The steps to making a UX map as well as the maps themselves vary from company to company, site to site, and designer to designer. Because this concept is still new, the steps involved in creating a map are uncertain. However, most companies that have developed UX maps follow many of the steps involved in creating a customer journey map, modifying them only to address the consumer’s journey through a website rather than through an entire company.
The easiest way to make a UX map is to take the steps for creating a customer journey map and replacing the word “company” with “website”. In this regard, the steps become as follows:
- Create personas for the target customers. Without understanding who the ideal consumers are or what brings them to a website in the first place, the data from the site cannot be processed or utilized correctly.
- Plot the customer’s path through the website. How will a shopper interact with it? How will the customer feel on the landing page, when shopping and at checkout, for example?
- Compare customer expectations with the reality the website delivers.
- Isolate areas where you are not meeting customers’ expectations.
- Find the turning points: moments where users decide whether they want to complete their end goal with your website or find another.
The map incorporates all this information into a single layout (which can take whatever form works best for the team using it).
Buried Treasures and Hidden Dangers
Once you create a UX map, it has many uses. For starters, it helps website designers find areas that act as roadblocks to customer satisfaction. These can be web pages that do not function properly, give users the information they desire, or have good designs.
UX maps can show where websites lose customer interest and “dead pages” with little customer interaction. They can also reveal what pages receive the most attention from consumers. This information can allow website designers to prune unnecessary pages, improve bad ones, and learn from good ones.
You can plot out visitor flow as a whole in a UX map, for example. Being able to see how customers move through a website allows teams to visualize ways to improve the journey through the site. Designers can figure out ways to redirect flow to new pages or around bad ones, streamline flow to speed customers to their final goals, or slow the flow to keep shoppers in an area for a longer period.
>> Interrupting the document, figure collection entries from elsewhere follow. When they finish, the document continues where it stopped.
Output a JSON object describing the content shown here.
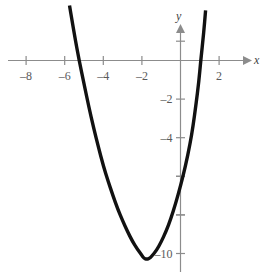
{
  "figure": {
    "background_color": "#ffffff",
    "axis_color": "#8c8c8c",
    "curve_color": "#111111",
    "label_color": "#5a5a5a"
  },
  "axes": {
    "x_name": "x",
    "y_name": "y"
  },
  "chart_data": {
    "type": "line",
    "title": "",
    "xlabel": "x",
    "ylabel": "y",
    "grid": false,
    "legend": null,
    "xlim": [
      -9.0,
      4.5
    ],
    "ylim": [
      -11.3,
      3.0
    ],
    "x_ticks": [
      -8,
      -6,
      -4,
      -2,
      2
    ],
    "x_tick_labels": [
      "–8",
      "–6",
      "–4",
      "–2",
      "2"
    ],
    "y_ticks": [
      -2,
      -4,
      -6,
      -8,
      -10
    ],
    "y_tick_labels": [
      "–2",
      "–4",
      "",
      "",
      "–10"
    ],
    "y_ticks_unlabeled": [
      -6,
      -8,
      1
    ],
    "curve": {
      "name": "parabola",
      "equation": "y = 1.6(x + 2.45)^2 - 10.3",
      "vertex": [
        -2.45,
        -10.3
      ],
      "roots": [
        -5.0,
        0.1
      ],
      "x_visible_range": [
        -5.75,
        0.85
      ],
      "points": [
        [
          -5.75,
          2.85
        ],
        [
          -5.5,
          1.35
        ],
        [
          -5.25,
          0.0
        ],
        [
          -5.0,
          -1.2
        ],
        [
          -4.75,
          -2.4
        ],
        [
          -4.5,
          -3.5
        ],
        [
          -4.25,
          -4.5
        ],
        [
          -4.0,
          -5.45
        ],
        [
          -3.75,
          -6.25
        ],
        [
          -3.5,
          -7.0
        ],
        [
          -3.25,
          -7.7
        ],
        [
          -3.0,
          -8.3
        ],
        [
          -2.75,
          -8.85
        ],
        [
          -2.5,
          -9.35
        ],
        [
          -2.25,
          -9.75
        ],
        [
          -2.0,
          -10.1
        ],
        [
          -1.9,
          -10.25
        ],
        [
          -1.75,
          -10.3
        ],
        [
          -1.6,
          -10.25
        ],
        [
          -1.5,
          -10.15
        ],
        [
          -1.25,
          -9.85
        ],
        [
          -1.0,
          -9.4
        ],
        [
          -0.75,
          -8.85
        ],
        [
          -0.5,
          -8.2
        ],
        [
          -0.25,
          -7.4
        ],
        [
          0.0,
          -6.5
        ],
        [
          0.25,
          -5.5
        ],
        [
          0.5,
          -4.3
        ],
        [
          0.65,
          -3.4
        ],
        [
          0.8,
          -2.3
        ],
        [
          0.95,
          -1.1
        ],
        [
          1.05,
          0.0
        ],
        [
          1.2,
          1.4
        ],
        [
          1.3,
          2.6
        ]
      ]
    }
  }
}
Finally, a big benefit to UX mapping involves customer support. Any decent UX map is going to expose areas where customers are experiencing errors or have other complaints. UX designers can then go to these areas and improve them, increasing customer satisfaction and reducing the need for customer support.
While UX mapping is still in its infancy, the benefits of a good map are undeniable. The best practices to create UX maps remain largely unknown, but the basics of customer journey mapping apply to them. Use these to begin building UX maps. A designer can improve any website with the use of such a map to show where the site is successfully creating a great experience to users and where it is losing business.
Want to learn more?
Want to get an industry-recognized Course Certificate in UX Design, Design Thinking, UI Design, or another related design topic? Online UX courses from the Interaction Design Foundation can provide you with industry-relevant skills to advance your UX career. For example, Design Thinking, Become a UX Designer from Scratch, Conducting Usability Testing or User Research – Methods and Best Practices are some of the most popular courses. Good luck on your learning journey!